M. Lane Bruner is currently Associate Professor of Critical Political Communication and Graduate Director of the doctoral program in Public Communication at Georgia State University in Atlanta, Georgia in the United States. He is the author of Strategies of Remembrance: the Rhetorical Dimensions of National Identity Construction, and Market Democracy in Post-Communist Russia (co-edited with Professor Viatcheslav Morozov of St. Petersburg State University, Russia). Professor Bruner is also the author of over education. Over the last decade, the East-European system of education has experienced through a wide-ranging modernization.
"Resistance is futile," or at least so we are told by the Borg in various Star Trek episodes, by Douglas Adams in The Hitchhiker's Guide to the Galaxy, by characters on television shows like Doctor Who and Lost in Space, and on British television series such as Space: 1999. Like the theme of US filmmakers who brought us The Truman Show and The Matrix, which focused on individuals living in world's they thought were real but in fact were fabrications, one wonders why the notion of the futility of resistance has been such a persistent theme in Western science fiction over the last few decades.
It is a well known fact that capitalism absorbs and commodifies dissent, and that consumer culture oftentimes is a direct threat to notions of informed citizenship and public deliberation. It is also well known that a wide range of neo-liberals argue that "market democracy" is the highest form of human political achievement, and that, while resistance may not be futile, it is, at least in "advanced" market democracies, unnecessary. After all, what IS there to resist when one enjoys freedom of religion, freedom of speech, freedom of travel, freedom of assembly, etc?
And what good can be achieved from large scale political resistance? Those familiar with political history know that "revolutions" tend to replace one form of domination with another, as particular factions within a given polity claim to represent the interests of all (when they do not), and that "rebellion" is usually a term relegated to those moments of mass political dissent that are ultimately crushed by the powers that be. In light of such observations, is "resistance" futile? What might "productive resistance" even look like in the New World Order, and, even if forms of productive resistance were possible, how might citizens of the world be taught to engage in such resistance?
The essay I propose for inclusion for the International Conference on Social Transformation is an attempt to explore these questions in light of the global collapse of communism, the consequent global rise of neo-liberalism and religious fundamentalism, and the ongoing processes of "nation-building" around the world. Drawing heavily upon contemporary critical rhetorical theory, discourse theory, and radical democratic theory, and drawing upon contemporary political events in locations as diverse as Venezuala, Russia, Iraq and the United States, I will provide a working definition for "productive" resistance, theoretically complicate such terms as "deliberation," "phronesis," and "democracy," while simultaneously anchoring my prescriptions for progressive political action in the New World Order in concrete economic analyses of the historical relationship between classical republicanism, finance, and empire.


Work required » Where in the entries below does "item" appear? Copy every line that has it.
Start of Block
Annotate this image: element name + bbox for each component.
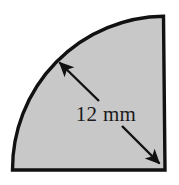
figure-container: 12 mm bbox=[0, 0, 179, 185]
quarter-circle-figure: 12 mm bbox=[0, 0, 179, 185]
radius-dimension-label: 12 mm bbox=[76, 102, 136, 126]
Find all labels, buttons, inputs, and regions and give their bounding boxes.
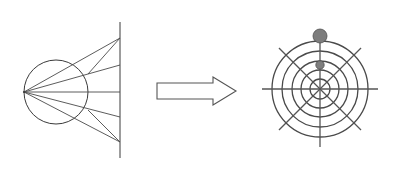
inner-marker bbox=[316, 61, 324, 69]
source-point-marker bbox=[23, 91, 25, 93]
ray-5 bbox=[24, 92, 120, 142]
arrow-shape bbox=[157, 77, 236, 105]
polar-axes bbox=[262, 31, 378, 147]
figure-canvas bbox=[0, 0, 402, 179]
ray-extension-lower bbox=[88, 38, 120, 74]
diagram-svg bbox=[0, 0, 402, 179]
outer-marker bbox=[313, 29, 327, 43]
ray-2 bbox=[24, 65, 120, 92]
point-source-ray-diagram bbox=[23, 22, 120, 158]
polar-radiation-pattern bbox=[262, 29, 378, 147]
transform-arrow bbox=[157, 77, 236, 105]
ray-4 bbox=[24, 92, 120, 117]
ray-extension-upper bbox=[88, 110, 120, 142]
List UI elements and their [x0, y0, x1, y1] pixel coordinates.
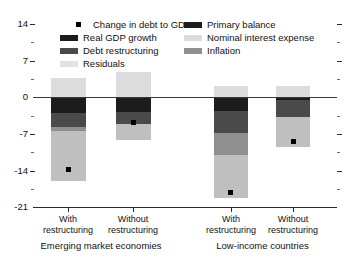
x-axis-label-group2-without: Without restructuring: [251, 214, 335, 235]
legend-marker-square-icon: [70, 22, 88, 28]
y-axis-minor-tick-neg17p5: [31, 189, 34, 190]
zero-baseline: [33, 97, 337, 98]
legend-item-residuals: Residuals: [60, 59, 125, 69]
bar-2-segment-primary-balance: [116, 97, 151, 112]
bar-2-change-in-debt-marker: [131, 120, 136, 125]
legend-item-real-gdp-growth: Real GDP growth: [60, 33, 157, 43]
bar-1-segment-nominal-interest-expense: [51, 78, 86, 97]
legend-swatch-icon: [60, 48, 78, 54]
y-axis-tick-neg14: [30, 171, 35, 172]
bar-3-segment-debt-restructuring: [214, 111, 248, 133]
y-tick-label-neg21: -21: [2, 202, 28, 212]
x-axis-group-label-emerging-market-economies: Emerging market economies: [26, 240, 176, 251]
legend-item-inflation: Inflation: [184, 46, 240, 56]
legend-item-primary-balance: Primary balance: [184, 20, 276, 30]
y-axis-right-tick-neg7: [337, 134, 342, 135]
y-tick-label-neg14: -14: [2, 166, 28, 176]
y-axis-minor-tick-3p5: [31, 79, 34, 80]
y-axis-tick-14: [30, 24, 35, 25]
y-axis-right-minor-neg10p5: [337, 152, 340, 153]
y-axis-minor-tick-neg10p5: [31, 152, 34, 153]
legend-swatch-icon: [60, 35, 78, 41]
x-axis-tick-3: [231, 208, 232, 212]
bar-2-segment-nominal-interest-expense: [116, 72, 151, 97]
legend-label: Inflation: [207, 46, 240, 56]
x-axis-tick-4: [293, 208, 294, 212]
x-axis-label-line1: Without: [91, 214, 175, 225]
bar-3-segment-inflation: [214, 133, 248, 155]
legend-label: Primary balance: [207, 20, 276, 30]
legend-item-nominal-interest-expense: Nominal interest expense: [184, 33, 314, 43]
bar-1-segment-primary-balance: [51, 97, 86, 113]
legend-swatch-icon: [184, 48, 202, 54]
bar-1-change-in-debt-marker: [66, 167, 71, 172]
y-tick-label-14: 14: [2, 19, 28, 29]
x-axis-label-line2: restructuring: [91, 225, 175, 236]
legend-label: Change in debt to GDP: [93, 20, 191, 30]
y-axis-right-tick-neg14: [337, 171, 342, 172]
bar-1-segment-residuals: [51, 131, 86, 181]
y-tick-label-7: 7: [2, 56, 28, 66]
legend-swatch-icon: [184, 22, 202, 28]
x-axis-label-line2: restructuring: [251, 225, 335, 236]
y-axis-minor-tick-neg3p5: [31, 116, 34, 117]
bar-4-segment-debt-restructuring: [276, 100, 310, 117]
y-axis-right-minor-3p5: [337, 79, 340, 80]
x-axis-tick-2: [133, 208, 134, 212]
x-axis-label-group1-without: Without restructuring: [91, 214, 175, 235]
bar-3-segment-nominal-interest-expense: [214, 86, 248, 97]
x-axis-tick-1: [68, 208, 69, 212]
legend-label: Debt restructuring: [83, 46, 159, 56]
x-axis-line: [33, 207, 337, 208]
legend-item-change-in-debt-to-gdp: Change in debt to GDP: [70, 20, 191, 30]
y-tick-label-neg7: -7: [2, 129, 28, 139]
y-axis-right-minor-neg17p5: [337, 189, 340, 190]
bar-3-change-in-debt-marker: [228, 190, 233, 195]
legend-label: Real GDP growth: [83, 33, 157, 43]
x-axis-group-label-low-income-countries: Low-income countries: [190, 240, 335, 251]
bar-3-segment-primary-balance: [214, 97, 248, 111]
legend-label: Nominal interest expense: [207, 33, 314, 43]
legend-label: Residuals: [83, 59, 125, 69]
y-axis-tick-7: [30, 61, 35, 62]
bar-4-change-in-debt-marker: [291, 139, 296, 144]
y-axis-right-minor-neg3p5: [337, 116, 340, 117]
bar-1-segment-debt-restructuring: [51, 113, 86, 127]
bar-2-segment-residuals: [116, 124, 151, 140]
legend-item-debt-restructuring: Debt restructuring: [60, 46, 159, 56]
chart-container: 14 7 0 -7 -14 -21: [0, 0, 344, 266]
chart-legend: Change in debt to GDP Primary balance Re…: [60, 20, 342, 72]
y-tick-label-0: 0: [2, 92, 28, 102]
legend-swatch-icon: [184, 35, 202, 41]
bar-4-segment-nominal-interest-expense: [276, 86, 310, 97]
y-axis-minor-tick-10p5: [31, 42, 34, 43]
y-axis-tick-neg7: [30, 134, 35, 135]
legend-swatch-icon: [60, 61, 78, 67]
x-axis-label-line1: Without: [251, 214, 335, 225]
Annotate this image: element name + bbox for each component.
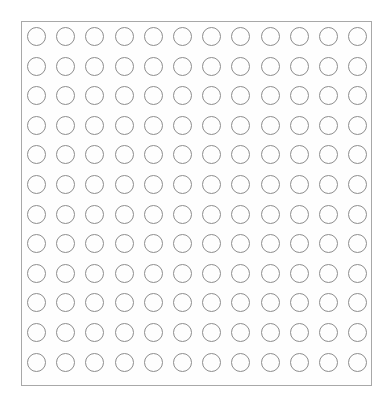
grid-circle-cell[interactable] [319, 116, 338, 135]
grid-circle-cell[interactable] [319, 86, 338, 105]
grid-circle-cell[interactable] [27, 57, 46, 76]
grid-circle-cell[interactable] [115, 145, 134, 164]
grid-circle-cell[interactable] [290, 145, 309, 164]
grid-circle-cell[interactable] [261, 57, 280, 76]
grid-circle-cell[interactable] [290, 323, 309, 342]
grid-circle-cell[interactable] [290, 86, 309, 105]
grid-circle-cell[interactable] [319, 145, 338, 164]
grid-circle-cell[interactable] [290, 264, 309, 283]
grid-circle-cell[interactable] [56, 234, 75, 253]
grid-circle-cell[interactable] [144, 116, 163, 135]
grid-circle-cell[interactable] [144, 86, 163, 105]
grid-circle-cell[interactable] [85, 205, 104, 224]
grid-circle-cell[interactable] [231, 175, 250, 194]
grid-circle-cell[interactable] [85, 27, 104, 46]
grid-circle-cell[interactable] [173, 205, 192, 224]
grid-circle-cell[interactable] [27, 86, 46, 105]
grid-circle-cell[interactable] [290, 27, 309, 46]
grid-circle-cell[interactable] [348, 175, 367, 194]
grid-circle-cell[interactable] [144, 323, 163, 342]
grid-circle-cell[interactable] [115, 205, 134, 224]
grid-circle-cell[interactable] [290, 353, 309, 372]
grid-circle-cell[interactable] [290, 175, 309, 194]
grid-circle-cell[interactable] [144, 234, 163, 253]
grid-circle-cell[interactable] [85, 145, 104, 164]
grid-circle-cell[interactable] [348, 145, 367, 164]
grid-circle-cell[interactable] [173, 86, 192, 105]
grid-circle-cell[interactable] [144, 264, 163, 283]
grid-circle-cell[interactable] [261, 116, 280, 135]
grid-circle-cell[interactable] [85, 353, 104, 372]
grid-circle-cell[interactable] [27, 264, 46, 283]
grid-circle-cell[interactable] [202, 293, 221, 312]
grid-circle-cell[interactable] [27, 145, 46, 164]
grid-circle-cell[interactable] [348, 116, 367, 135]
grid-circle-cell[interactable] [202, 205, 221, 224]
grid-circle-cell[interactable] [85, 234, 104, 253]
grid-circle-cell[interactable] [85, 323, 104, 342]
grid-circle-cell[interactable] [231, 57, 250, 76]
grid-circle-cell[interactable] [261, 353, 280, 372]
grid-circle-cell[interactable] [202, 116, 221, 135]
grid-circle-cell[interactable] [319, 205, 338, 224]
grid-circle-cell[interactable] [144, 57, 163, 76]
grid-circle-cell[interactable] [173, 175, 192, 194]
grid-circle-cell[interactable] [202, 86, 221, 105]
grid-circle-cell[interactable] [319, 323, 338, 342]
grid-circle-cell[interactable] [115, 57, 134, 76]
grid-circle-cell[interactable] [144, 205, 163, 224]
grid-circle-cell[interactable] [85, 293, 104, 312]
grid-circle-cell[interactable] [319, 264, 338, 283]
grid-circle-cell[interactable] [290, 234, 309, 253]
grid-circle-cell[interactable] [202, 264, 221, 283]
grid-circle-cell[interactable] [231, 116, 250, 135]
grid-circle-cell[interactable] [348, 57, 367, 76]
grid-circle-cell[interactable] [56, 293, 75, 312]
grid-circle-cell[interactable] [348, 205, 367, 224]
grid-circle-cell[interactable] [115, 27, 134, 46]
grid-circle-cell[interactable] [231, 205, 250, 224]
grid-circle-cell[interactable] [115, 323, 134, 342]
grid-circle-cell[interactable] [348, 293, 367, 312]
grid-circle-cell[interactable] [290, 116, 309, 135]
grid-circle-cell[interactable] [56, 264, 75, 283]
grid-circle-cell[interactable] [348, 27, 367, 46]
grid-circle-cell[interactable] [202, 175, 221, 194]
grid-circle-cell[interactable] [115, 353, 134, 372]
grid-circle-cell[interactable] [27, 234, 46, 253]
grid-circle-cell[interactable] [115, 293, 134, 312]
grid-circle-cell[interactable] [319, 27, 338, 46]
grid-circle-cell[interactable] [173, 293, 192, 312]
grid-circle-cell[interactable] [173, 57, 192, 76]
grid-circle-cell[interactable] [319, 293, 338, 312]
grid-circle-cell[interactable] [144, 27, 163, 46]
grid-circle-cell[interactable] [144, 145, 163, 164]
grid-circle-cell[interactable] [261, 175, 280, 194]
grid-circle-cell[interactable] [261, 293, 280, 312]
grid-circle-cell[interactable] [290, 57, 309, 76]
grid-circle-cell[interactable] [261, 323, 280, 342]
grid-circle-cell[interactable] [319, 57, 338, 76]
grid-circle-cell[interactable] [261, 27, 280, 46]
grid-circle-cell[interactable] [27, 353, 46, 372]
grid-circle-cell[interactable] [231, 234, 250, 253]
grid-circle-cell[interactable] [115, 86, 134, 105]
grid-circle-cell[interactable] [348, 323, 367, 342]
grid-circle-cell[interactable] [56, 175, 75, 194]
grid-circle-cell[interactable] [202, 145, 221, 164]
grid-circle-cell[interactable] [173, 145, 192, 164]
grid-circle-cell[interactable] [261, 205, 280, 224]
grid-circle-cell[interactable] [261, 234, 280, 253]
grid-circle-cell[interactable] [27, 175, 46, 194]
grid-circle-cell[interactable] [144, 293, 163, 312]
grid-circle-cell[interactable] [173, 323, 192, 342]
grid-circle-cell[interactable] [56, 57, 75, 76]
grid-circle-cell[interactable] [144, 353, 163, 372]
grid-circle-cell[interactable] [231, 353, 250, 372]
grid-circle-cell[interactable] [144, 175, 163, 194]
grid-circle-cell[interactable] [115, 234, 134, 253]
grid-circle-cell[interactable] [85, 57, 104, 76]
grid-circle-cell[interactable] [173, 27, 192, 46]
grid-circle-cell[interactable] [85, 175, 104, 194]
grid-circle-cell[interactable] [115, 264, 134, 283]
End of Block
The answer »
legend-item-residuals: Residuals: [60, 59, 125, 69]
legend-item-real-gdp-growth: Real GDP growth: [60, 33, 157, 43]
legend-item-inflation: Inflation: [184, 46, 240, 56]
legend-item-primary-balance: Primary balance: [184, 20, 276, 30]
legend-item-nominal-interest-expense: Nominal interest expense: [184, 33, 314, 43]
legend-item-change-in-debt-to-gdp: Change in debt to GDP: [70, 20, 191, 30]
legend-item-debt-restructuring: Debt restructuring: [60, 46, 159, 56]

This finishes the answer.